§ 8. Mr. Dixonasked the Paymaster General when he now expects to respond to the Employment Committee's report on special employment measures and the long-term unemployed; and if he will make a statement.
§ Mr. Kenneth ClarkeWe are studying the report very carefully and will submit a detailed memorandum to the Committee as soon as possible.
§ Mr. DixonThat answer is not good enough. Is the Paymaster General aware that in my constituency 3,885 men and women have been out of work for over a year and that 43.1 per cent. of those unemployed are long-term unemployed? When will the Paymaster General get off his backside and do something positive about it?
§ Mr. ClarkeI agree with the hon. Gentleman that the long-term unemployed are now our most serious social problem. They are not yet sharing fully in the recovery in the jobs market. I would also point out that in the hon. Gentleman's own area of south Tyneside we have greatly increased the amount of adult training that we are giving to people to enable them to be better equipped for jobs. Over the years from 1984–85 to 1985–86 the numbers receiving adult training increased from 1,752 to 4,800. That is a 174 per cent. increase in the south Tyneside area.
§ Mr. Ralph HowellDoes my right hon. and learned Friend accept that until we operate the work test we shall never know the true unemployment levels? Is any work being done on the possibility of instituting a proper work test and work fare measures?
§ Mr. ClarkeAll those on the count currently should be genuinely available for work. The most recent labour force survey showed that over 9,000 had not looked for work recently. We also know, as people have said, that there are those not on the count who are seeking work. The trouble is that every time we try to improve these obvious imperfections in the figures the Opposition raise cheap jibes of fiddling because they do not really want to know the true position.
§ Mr. MeadowcroftIs the Paymaster General aware that there are many voluntary groups which are already doing job creation along the lines recommended in the 153 Select Committee's excellent report and that they are stifled and inhibited from doing more only by the Manpower Services Commission's bureaucratic regulations? Will the right hon. and learned Gentleman examine the possibility of relaxing the regulations to enable more work to be done along the lines of the report?

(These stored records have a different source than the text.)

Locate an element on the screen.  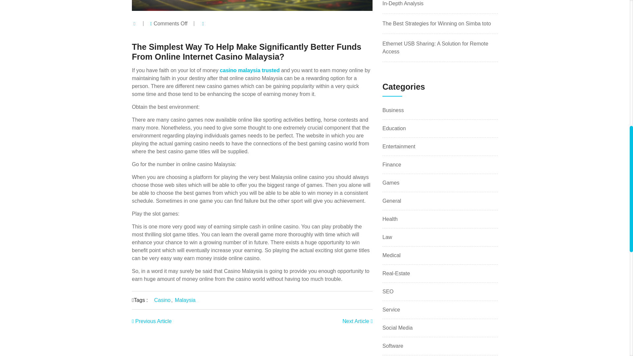
Previous Article is located at coordinates (152, 321).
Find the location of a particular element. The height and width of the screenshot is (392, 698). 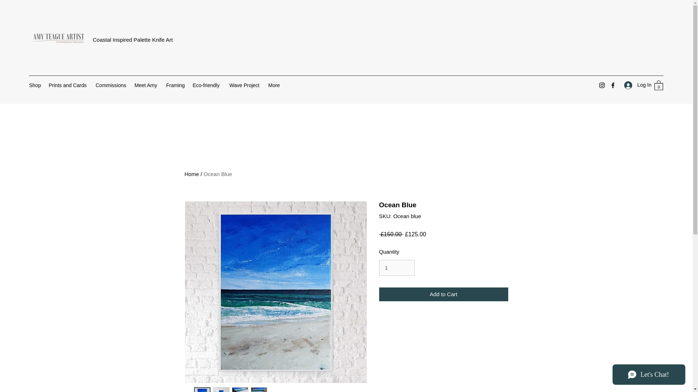

Eco-friendly is located at coordinates (207, 85).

§ Mr. ClarkeThe Manpower Services Commission has greatly increased the direct employment measures and training provisions that it provides on behalf of the Government. I will always look at examples of bureaucracy getting in the way of expansion of that, but the community programme, in particular, has been expanded flat out recently and I do not think that it would be practicable to take more people on it.
§ Mr. EvansWill the Paymaster-General confirm that there are now more than 1,350,000 people classified as long-term unemployed in this country, that more than 550,000 of them are men aged over 50 and that that is a tragic waste of one of the nation's greatest resources? Does the Paymaster General appreciate that the message of the Select Committee on Employment was a ray of hope to those people? Why does he not accept it and give them more hope?
§ Mr. ClarkeThe hon. Gentleman knows that we have been concentrating in nine pilot areas on measures that can give help to the long-term unemployed. We have been able to offer individual assistance to the long-term unemployed by giving them a range of job opportunities and training, including the teaching of work application methods, which have benefited individually those who have come forward in our nine pilot areas. Although I share the aims of the Select Committee's report, its proposals are largely impracticable. For example, I do not believe that it would be possible to provide 100,000 one-year jobs for the unskilled and the untrained in the National Health Service and the social services. We have to look for practicable measures, and that is what we have been doing.
§ Mr. RoweWhen my right hon. and learned Friend last answered questions on this report he gave the very clear impression that he was working to prepare the ground for a guarantee for the long-term unemployed. Since then the chairman of the Manpower Services Commission has told the Select Committee that he could implement such a guarantee, were it to be introduced. I wonder whether this means that my right hon. and learned Friend can bring forward the time when we can look for a guaranteee for at least some of the long-term unemployed?
§ Mr. ClarkeI have been trying out various ways of bringing additional help to the long-term unemployed. I have visited a scheme in Bolton that offers a guarantee of employment to those who have been unemployed for three years or more. My hon. Friend must await the results of all our considerations.